The Political Ecology of Informal Waste Recyclers in India
Author | : Federico Demaria |
Publisher | : Oxford University Press |
Total Pages | : 225 |
Release | : 2023-06-26 |
ISBN-10 | : 9780192695697 |
ISBN-13 | : 019269569X |
Rating | : 4/5 (69X Downloads) |
Download or read book The Political Ecology of Informal Waste Recyclers in India written by Federico Demaria and published by Oxford University Press. This book was released on 2023-06-26 with total page 225 pages. Available in PDF, EPUB and Kindle. Book excerpt: Waste is increasingly a site of social conflict. The questions related to waste management are not merely technical; what, how, where, and by whom become intrinsically political questions. This book is about the power relations in recycling, from the viewpoint of political ecology and ecological economics. Informal waste recyclers are invisible for citizens and public policy. This book focuses on environmental conflicts involving them, with two emblematic case studies from India. Firstly, ship breaking, where the metabolism of a global infrastructure, namely shipping, shifts social and environmental costs to very localized communities in order to obtain large profits. Secondly, the conflict around municipal solid waste management in Delhi shows how environmental costs are shifted to urban residents, and recyclers are dispossessed of their livelihood source: recyclable waste. The first is an example of capital accumulation by contamination, while the second involves both dispossession and contamination. The struggles of informal recyclers constitute an attempt to re-politicize waste metabolism beyond techno-managerial solutions by fostering counter-hegemonic discourses and praxis. The book presents a range of experiences, mostly in India but with examples from all over the world, to inform theory on how environments are shaped, politicized, and contested.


_TRY IT_: Reproduce exactly the lines of the material beneath, from the line that contains "UI element localization: list" to the line that contains "Itemize the components", both included, and no other lines.

** INPUT DATA follows **

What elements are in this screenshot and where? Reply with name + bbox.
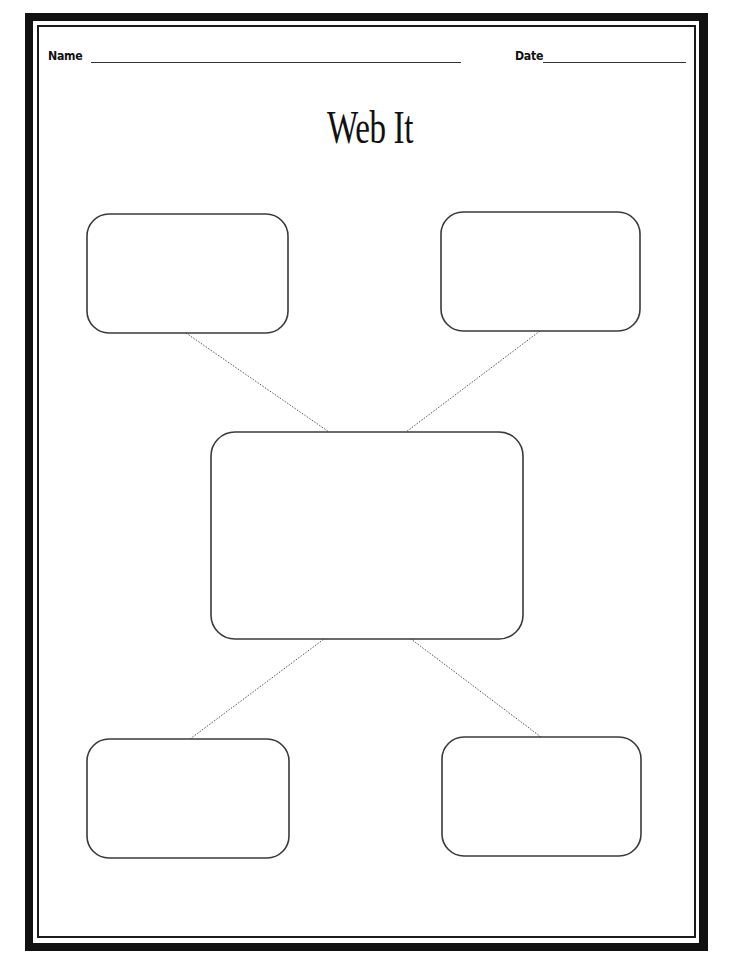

** End of INPUT DATA **
** INPUT DATA follows **

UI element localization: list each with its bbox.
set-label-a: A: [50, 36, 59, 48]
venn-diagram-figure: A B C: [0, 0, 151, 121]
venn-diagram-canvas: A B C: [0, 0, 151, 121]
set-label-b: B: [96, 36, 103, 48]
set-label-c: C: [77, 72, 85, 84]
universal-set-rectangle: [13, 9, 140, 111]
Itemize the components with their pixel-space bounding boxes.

** End of INPUT DATA **
** INPUT DATA follows **

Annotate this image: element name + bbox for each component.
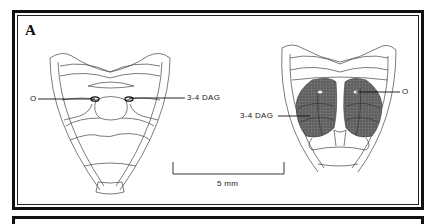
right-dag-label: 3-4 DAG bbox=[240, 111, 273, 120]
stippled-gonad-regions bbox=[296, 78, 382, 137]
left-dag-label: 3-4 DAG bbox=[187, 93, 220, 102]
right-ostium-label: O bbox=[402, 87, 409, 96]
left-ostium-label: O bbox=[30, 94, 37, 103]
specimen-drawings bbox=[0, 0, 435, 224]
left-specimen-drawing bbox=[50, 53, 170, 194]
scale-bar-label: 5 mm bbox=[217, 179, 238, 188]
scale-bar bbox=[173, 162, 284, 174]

** End of INPUT DATA **

_SOLVED PROBLEM_:
UI element localization: list each with its bbox.
set-label-a: A: [50, 36, 59, 48]
venn-diagram-figure: A B C: [0, 0, 151, 121]
venn-diagram-canvas: A B C: [0, 0, 151, 121]
set-label-b: B: [96, 36, 103, 48]
set-label-c: C: [77, 72, 85, 84]
universal-set-rectangle: [13, 9, 140, 111]
Itemize the components with their pixel-space bounding boxes.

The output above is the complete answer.